67% of US AI Data Centers Are Heading Rural — and Towns Are Resisting
Sixty-seven percent of planned US data centers are targeting rural land — a sharp reversal from the current geographic footprint, where 87% of existing centers sit in urban areas. Pew Research data, reported by the Financial Times, captures the scale of the pivot AI infrastructure buildout is now driving. The consequences are already visible at the town level: Archbald, Pennsylvania, a community of roughly 7,000, is facing six proposed data center campuses that collectively cover approximately 14% of the borough's total land area.
What the Source Actually Says
The Washington Post's April 26 investigation into Archbald provides the human frame for the Pew statistic. The borough — less than four square miles — has become an unlikely front in the tension between tech industry land demand and small-town planning authority. Six separate proposed campuses, if built, would collectively consume a land share that is visible at a glance on any map of the town. Residents have organized in opposition, citing concerns about noise, water consumption, power grid load, and the permanent conversion of open and productive land.
The FT's coverage of the Pew data adds the systemic dimension. The rural targeting trend is not accidental: land in rural areas costs less, power rates are lower, and large contiguous tracts are available where urban density makes them impossible. The gap between the existing infrastructure distribution (87% urban) and the planned pipeline (67% rural) signals an industry-wide calculation that rural sites represent scalable capacity in a way that urban land no longer can.
The resistance forming in places like Archbald represents a test of that calculation. Community opposition does not automatically stop projects, but it introduces permitting delays, political risk, and, in some jurisdictions, local referenda. Multiple rural counties have already enacted or proposed moratoriums on large-scale data center development.
Strategic Take
AI compute scale now depends as much on land-use politics as on capital and hardware. Teams planning infrastructure at scale should treat zoning boards, community approval timelines, and local elected officials as project risks on par with power procurement. Rural sites with existing community support, water rights, and favorable zoning are undervalued options in a market that is only beginning to discover how contested rural land can become.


Required action - Search the records for the string "axis", then copy each line where it appears.

Entries taken from a collection -
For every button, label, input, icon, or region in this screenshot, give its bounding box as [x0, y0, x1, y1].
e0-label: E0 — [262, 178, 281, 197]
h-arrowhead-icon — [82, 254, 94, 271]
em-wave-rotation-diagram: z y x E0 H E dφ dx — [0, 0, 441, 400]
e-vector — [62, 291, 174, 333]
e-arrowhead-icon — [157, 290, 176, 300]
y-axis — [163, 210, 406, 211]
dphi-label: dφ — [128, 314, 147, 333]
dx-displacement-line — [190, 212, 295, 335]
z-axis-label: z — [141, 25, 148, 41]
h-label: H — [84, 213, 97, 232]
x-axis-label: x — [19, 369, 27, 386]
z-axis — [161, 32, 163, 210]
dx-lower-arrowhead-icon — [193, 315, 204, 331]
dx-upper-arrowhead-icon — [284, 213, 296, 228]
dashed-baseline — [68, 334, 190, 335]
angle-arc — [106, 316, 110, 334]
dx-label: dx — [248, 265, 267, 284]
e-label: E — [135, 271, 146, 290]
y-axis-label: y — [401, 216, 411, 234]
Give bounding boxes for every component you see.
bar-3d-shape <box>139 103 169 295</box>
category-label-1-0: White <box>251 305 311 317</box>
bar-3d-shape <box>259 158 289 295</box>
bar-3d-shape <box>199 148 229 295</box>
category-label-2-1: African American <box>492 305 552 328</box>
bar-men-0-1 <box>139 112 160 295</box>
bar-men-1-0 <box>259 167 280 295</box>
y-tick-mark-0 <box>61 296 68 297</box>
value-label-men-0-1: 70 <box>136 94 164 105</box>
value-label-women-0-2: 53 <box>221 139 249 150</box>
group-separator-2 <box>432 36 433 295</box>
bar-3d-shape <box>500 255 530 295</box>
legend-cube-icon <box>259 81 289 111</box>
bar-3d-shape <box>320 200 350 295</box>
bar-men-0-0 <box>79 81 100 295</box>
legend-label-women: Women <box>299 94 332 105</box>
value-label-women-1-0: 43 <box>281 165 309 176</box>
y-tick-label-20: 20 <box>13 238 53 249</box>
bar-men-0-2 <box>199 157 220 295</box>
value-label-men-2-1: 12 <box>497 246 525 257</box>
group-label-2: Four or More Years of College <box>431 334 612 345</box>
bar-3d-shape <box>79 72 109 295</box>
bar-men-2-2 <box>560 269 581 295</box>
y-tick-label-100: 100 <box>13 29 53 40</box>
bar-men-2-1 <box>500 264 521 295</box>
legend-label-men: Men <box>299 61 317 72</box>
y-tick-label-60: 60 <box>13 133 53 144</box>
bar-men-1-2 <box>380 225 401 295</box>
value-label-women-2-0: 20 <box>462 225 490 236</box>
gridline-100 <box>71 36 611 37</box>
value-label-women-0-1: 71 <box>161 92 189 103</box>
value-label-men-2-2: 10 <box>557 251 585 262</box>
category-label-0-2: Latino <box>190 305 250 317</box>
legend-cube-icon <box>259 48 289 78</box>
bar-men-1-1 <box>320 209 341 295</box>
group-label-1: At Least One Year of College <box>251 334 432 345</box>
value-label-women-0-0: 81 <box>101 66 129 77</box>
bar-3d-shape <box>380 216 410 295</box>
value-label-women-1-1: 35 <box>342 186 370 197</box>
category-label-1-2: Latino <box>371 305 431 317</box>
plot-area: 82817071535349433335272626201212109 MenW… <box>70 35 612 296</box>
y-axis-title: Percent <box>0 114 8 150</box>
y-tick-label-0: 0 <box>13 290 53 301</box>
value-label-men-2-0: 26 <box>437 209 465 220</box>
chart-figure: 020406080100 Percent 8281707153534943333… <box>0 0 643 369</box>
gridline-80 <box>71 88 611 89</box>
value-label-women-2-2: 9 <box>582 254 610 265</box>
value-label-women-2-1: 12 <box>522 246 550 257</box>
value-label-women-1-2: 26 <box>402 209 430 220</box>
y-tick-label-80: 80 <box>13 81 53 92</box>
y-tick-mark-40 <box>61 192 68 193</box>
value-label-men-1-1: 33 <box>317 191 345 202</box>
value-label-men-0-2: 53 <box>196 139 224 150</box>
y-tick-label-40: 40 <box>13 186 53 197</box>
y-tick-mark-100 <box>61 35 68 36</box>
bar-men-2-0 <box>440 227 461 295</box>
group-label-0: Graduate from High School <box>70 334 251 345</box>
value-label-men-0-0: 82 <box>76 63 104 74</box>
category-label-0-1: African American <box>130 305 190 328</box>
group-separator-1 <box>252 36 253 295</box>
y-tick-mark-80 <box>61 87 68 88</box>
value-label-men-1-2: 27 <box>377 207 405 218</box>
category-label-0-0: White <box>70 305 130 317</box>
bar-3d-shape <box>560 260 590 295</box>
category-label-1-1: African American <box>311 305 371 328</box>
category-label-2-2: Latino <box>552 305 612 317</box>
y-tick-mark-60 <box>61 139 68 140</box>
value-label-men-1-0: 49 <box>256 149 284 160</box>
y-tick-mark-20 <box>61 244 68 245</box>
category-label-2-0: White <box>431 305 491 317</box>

Output for this task -
y-axis — [163, 210, 406, 211]
z-axis-label: z — [141, 25, 148, 41]
x-axis-label: x — [19, 369, 27, 386]
z-axis — [161, 32, 163, 210]
y-axis-label: y — [401, 216, 411, 234]
y-axis-title: Percent <box>0 114 8 150</box>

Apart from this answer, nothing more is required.